On 6/5/20 7:05 AM, Anthony Clayden wrote:
Hi Michael, I apologise if I'm being dumb, but that ewd.pdf is not a 'publication' and is not by Dijkstra, right?
Sure.
It's taking some of the ideas from Dijkstra's EWD1300, but misapplying them to Haskell in a rather badly-informed way.
I wouldn't say so, for reasons explained below.
After all, Haskell already has a 'Application Operator' spelled ($), which is perfectly first-class and with which you can do the equational reasoning (with lambdas) that the doco is talking about.
The thread that I was recalling (Language complexity & beginners) can be found here, https://mail.haskell.org/pipermail/haskell-cafe/2016-February.txt and it started as a discussion about the use of ($) for function application. Namely, what should its type be? Whatever you answer is going to be wrong. The root of that problem is that ($) is itself a function, and you can't insist on using a function to apply function application without risk of severe injury. So the only way to even use ($) is via the true function application syntax, namely whitespace. But whitespace as function application syntax has its own problems. So we want something like ($), but we want it to be *syntax*, and it should take the place of " " rather than supplement it. That's the argument those guys (and the paper Ben suggested) are trying to make.
Also it doesn't seem to know Haskellers very well; nor Dijkstra's well-known support for Haskell in education.
There's other bits and pieces of 'Publications' on that the-magus site; including spoofs of Dijkstra which can't even spell his first name right. I rather suspect the ewd.pdf is a spoof that didn't turn out very funny. So altogether it's a couple of dudes shooting the breeze.
These all seem pretty irrelevant to the point being made, which I think has merit. This is all just a language design curiosity to me, though, and I'm not looking to start a new religious war until some of the present ones are resolved.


-- ACTIVITY --
Because only the text is wanted, repeat the records below exactly and omit the pictures.

Referring expression grounding data:
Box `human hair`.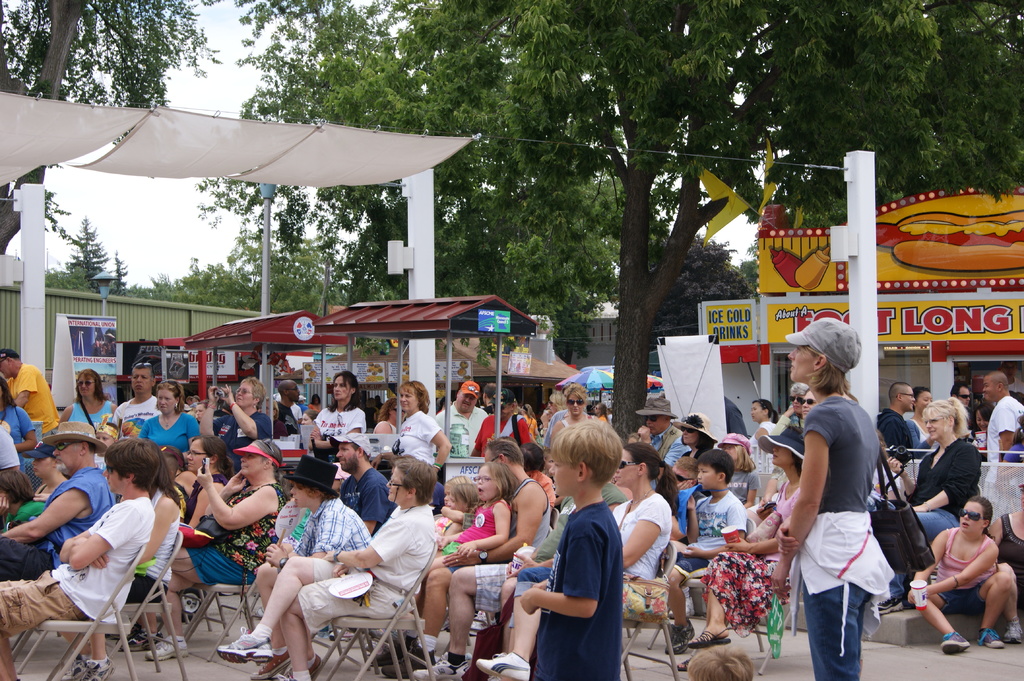
135 360 159 381.
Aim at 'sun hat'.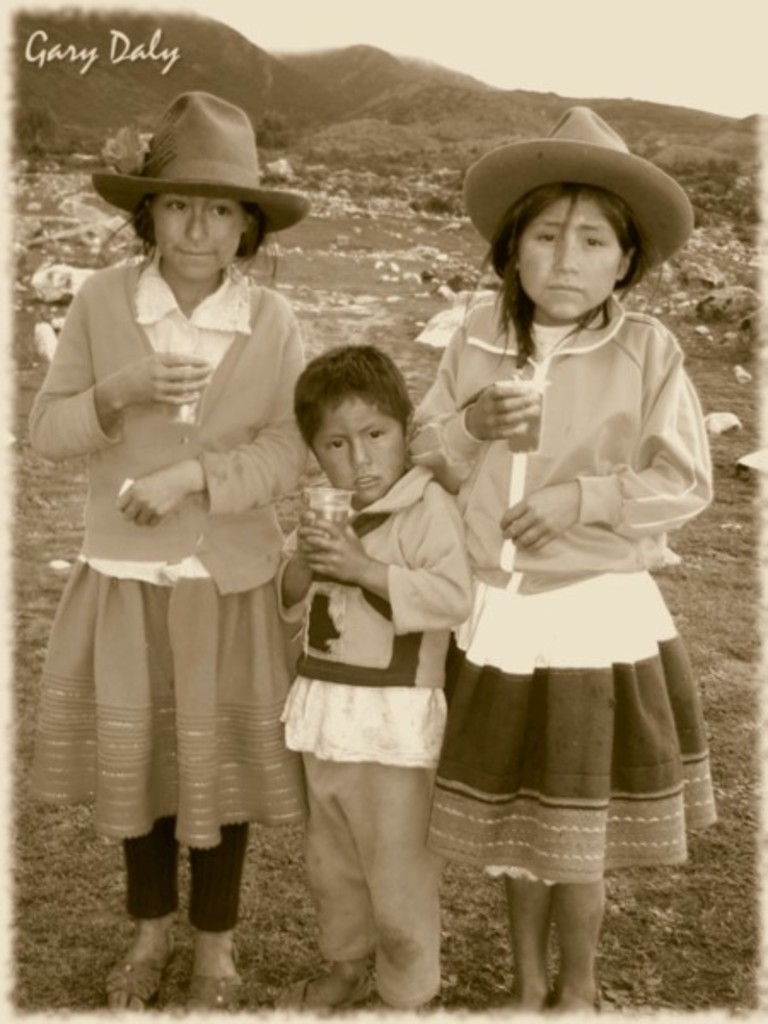
Aimed at <region>459, 97, 705, 276</region>.
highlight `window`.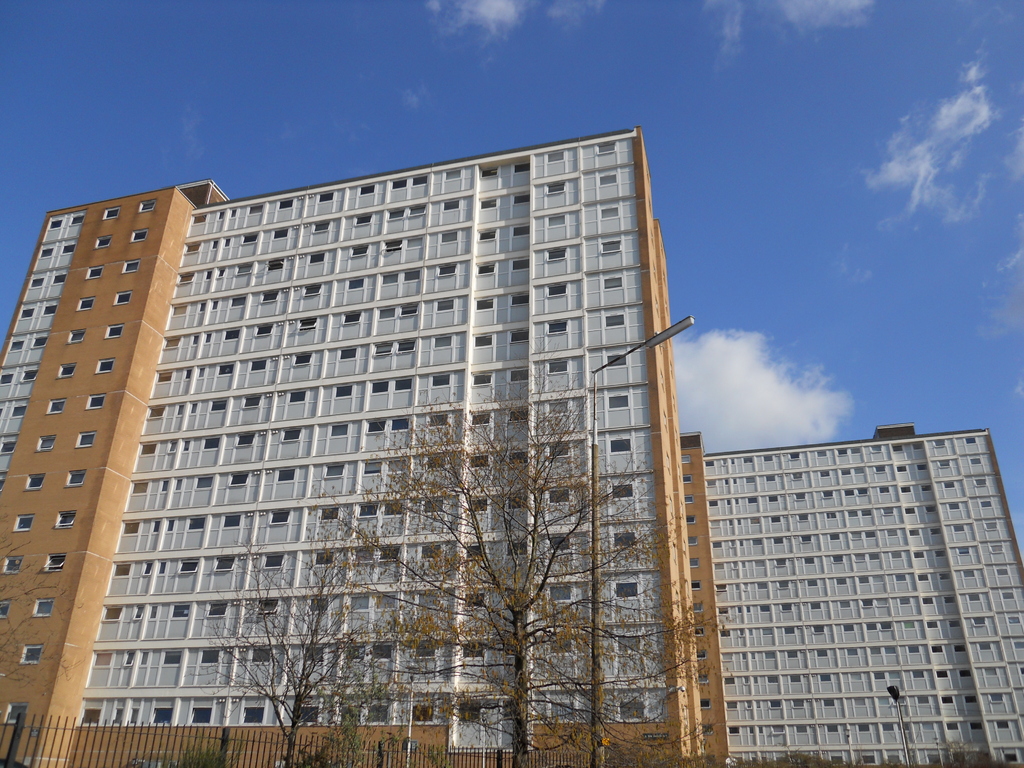
Highlighted region: bbox(388, 419, 408, 433).
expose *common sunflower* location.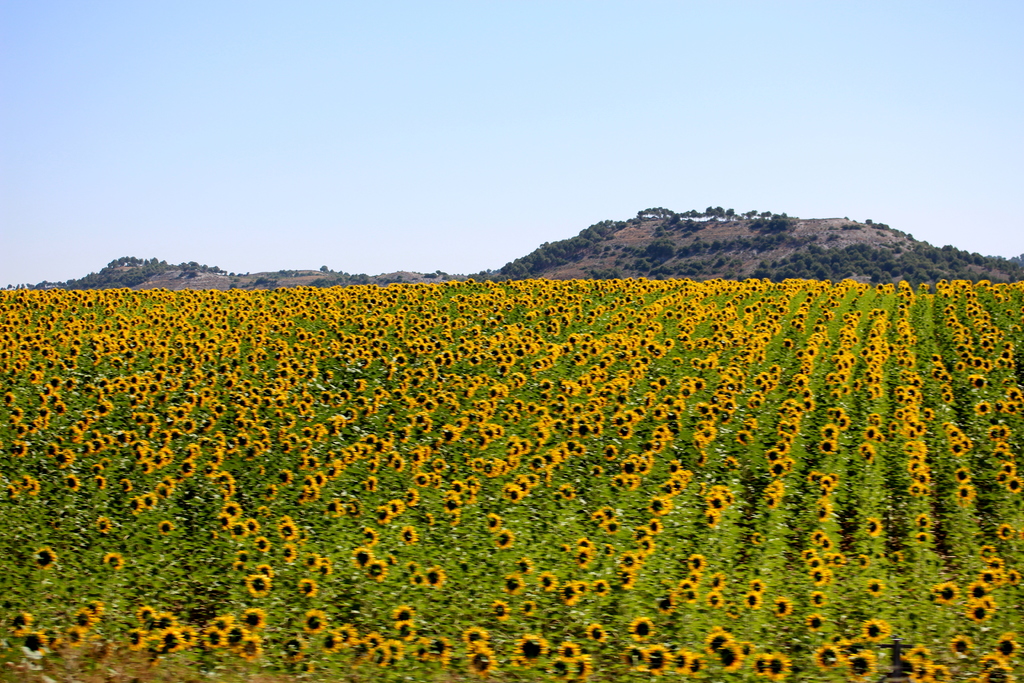
Exposed at (159, 630, 175, 653).
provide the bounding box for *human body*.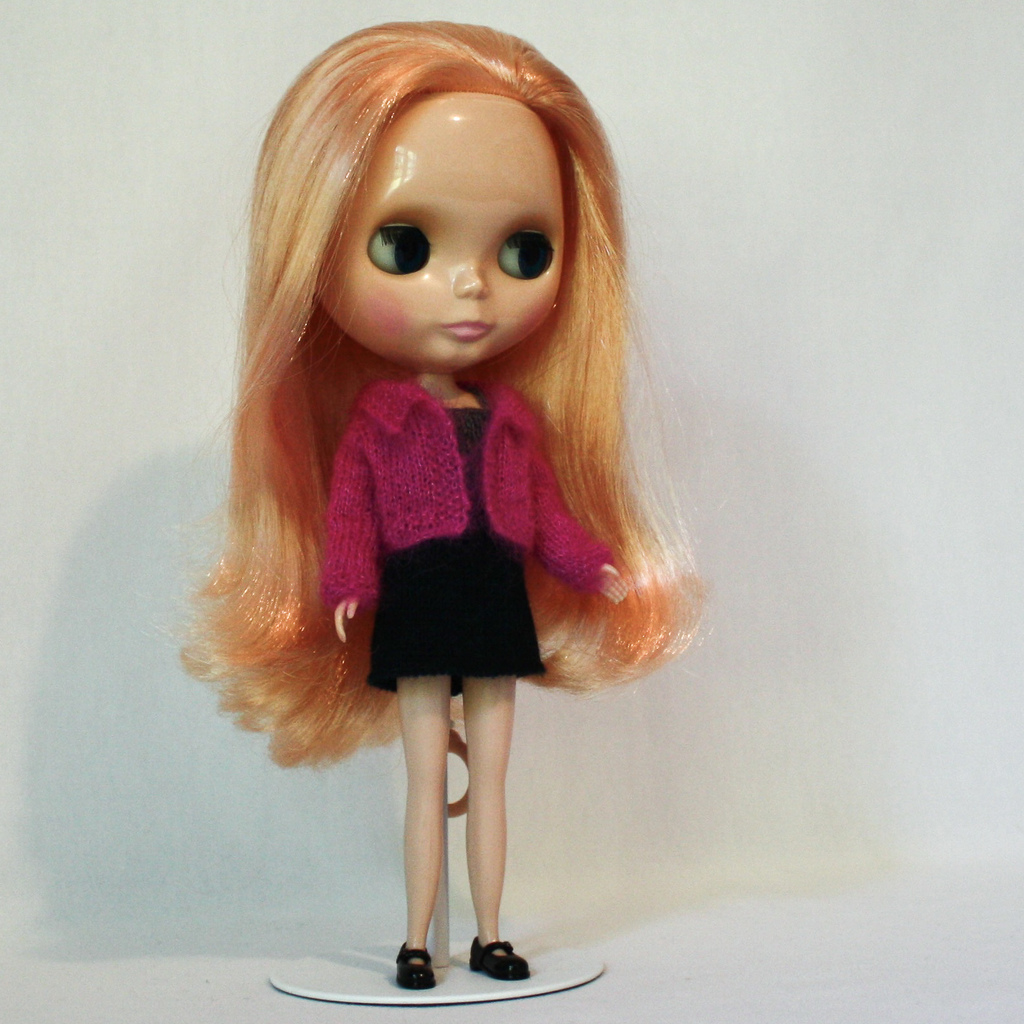
bbox=[227, 52, 670, 1011].
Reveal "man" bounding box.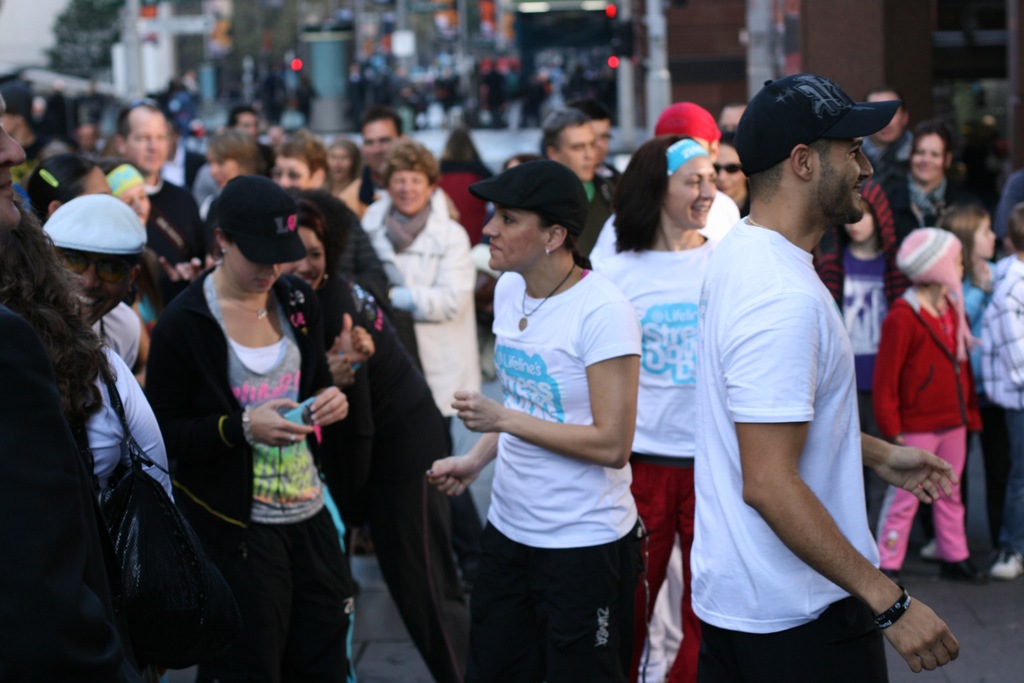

-- COMPLETED EXERCISE --
Box `human hair`.
135 360 159 381.
Aim at 'sun hat'.
Aimed at <region>459, 97, 705, 276</region>.
highlight `window`.
Highlighted region: bbox(388, 419, 408, 433).
expose *common sunflower* location.
Exposed at (159, 630, 175, 653).
provide the bounding box for *human body*.
bbox=[227, 52, 670, 1011].
Reveal "man" bounding box.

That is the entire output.